Icarus Magazine has accepted my SF shortish story “The Shapes of Shadows”, which tells of intrepid exoarcheologist Professor Gordon Eburuoh and his encounter with a mysterious alien ruin. This is actually the prequel to something bigger–or it might be–and it was a fun little experiment. I’m not sure I was completely successful in doing everything I hoped, but I do think I ended up making something interesting, which I chalk up as a win.
The story will be in the winter issue of Icarus. For those so interested, there is an excerpt under the cut.
The sunsets aren’t like the sunrises. Gordon couldn’t say why, if pressed; it’s the angle and the light through the dull jags of the mountains, the way the shadows cast themselves across the plateau. He’s standing with his back to the pit, trying not to think. After the discovery of the new character, there’s been nothing else in days of excavation, and he’s feeling… he’s not sure. Like something is pressing gently against the inside of his skin, testing for weaknesses. Over the rush of his own breath, he hears the crunch of a step just behind him, and his earpiece crackles. “Nice night.”
Cheyenne. He turns and offers her a smile, though he knows that she’ll only be able to see it in his eyes. Breathmasks change the way you read expressions. They change the way you look at people.
“They’re all pretty nice.”
“Here? Yeah.” She lifts her head, looking up at the softly emerging stars. The constellations here are strange–he had never realized before he came here how much of home is looking up and knowing the shapes the stars make. Here they’ve started to name them, out of a simple desire to make this place theirs. -The Horse. The Sleeping Cat. The Dancer. The Ship.- And then the one that isn’t even a visible star, but instead is only a direction, and sometimes one they can only guess at.
-Home.-
“When do we get the next call?” he asks. He doesn’t have to guess at what she’s thinking. Husband, left behind. That had to have been a choice to make. Far more difficult than his own.
“Sometime in the next week or so.” She sighs, lifts a hand to the short, dark scrub of her hair. “It would be easier if I had something to tell him. That we found something else. That we… cracked the code. Got the message. Something to justify it all.”
“You need something more than that?” He gestures back to the stone, a black monolith against the sky, blotting out the strange stars. At night it almost seems to glow around the edges–though he knows that’s an illusion. Billions of years old, and that they at least know for sure. They are not alone out here… or once, they weren’t.
Many things might happen in a couple of billion years.
“I don’t need something more,” Cheyenne says simply. “But they do.”
Gordon has no answer for that.

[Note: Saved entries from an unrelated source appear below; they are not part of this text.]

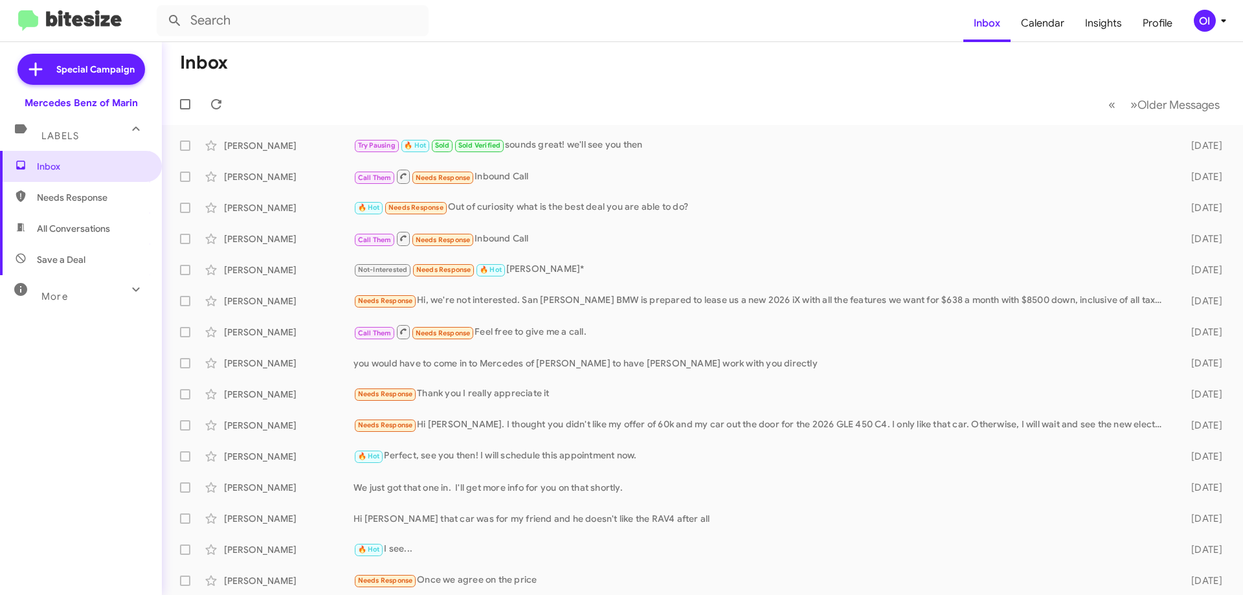 This screenshot has width=1243, height=595. What do you see at coordinates (1204, 21) in the screenshot?
I see `div: OI` at bounding box center [1204, 21]. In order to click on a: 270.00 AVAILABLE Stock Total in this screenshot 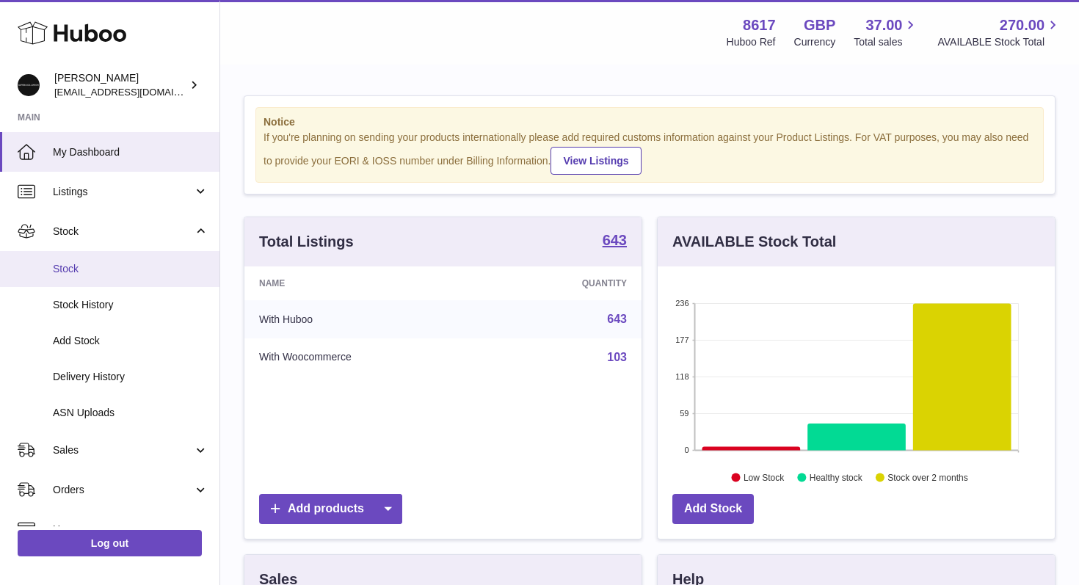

He looks down at his hands–gloveless now, though the air dries them out so quickly, and dark as the dust under his boots. Dark with the dust. It gets everywhere. He needs a shower and bed. “I’m heading back in,” he says, and a soft grunt is all he gets in response. She’s looking up again, her expression unreadable.
“I wanted proof that we weren’t all there is,” she says. “I don’t know if I have that yet.”
He still has no answer. The shelter is a glowing sprawl ahead of him, beckoning. He turns and makes his way toward it over the gravel and dust, shapes of his own making spinning over his head.
* * *
Gordon dreams the death of stars. Not every death is the same; in this they are much like people. Slow, silent fadings, or violent and glorious explosions of light. Stars have lives. What do they see? Who sees them? Who mourns them, when they’re gone?
In his dream he’s standing on top of the stone, no breathmask to cloud his vision, and the stars are like the points of bright knives. The stone seems higher somehow, but it takes him only a few moments to realize that, no, the ground itself is lower. There is no dig site, no shelter in the distance. He drops into a crouch and runs his hands over the glyphs, the shapes new and fresh and well-defined.
Warm.
Not with the heat of the warrior twins, he senses. The air of Valmiki is cool tonight. The heat rises up from some deep and unknown interior in a thrum, a giant heartbeat. He knows, in the way that one knows things in dreams, that this is the stone as it truly is, as it was, as they are trying to uncover it now. His fingers trace the carvings. There is a sense there. It’s reaching for him.
He looks up. All around the base of the stone, gathering in twos and threes, are tall, slender figures. He can’t see their eyes, but he can feel them, looking up at him with an expression that humanity has no name for.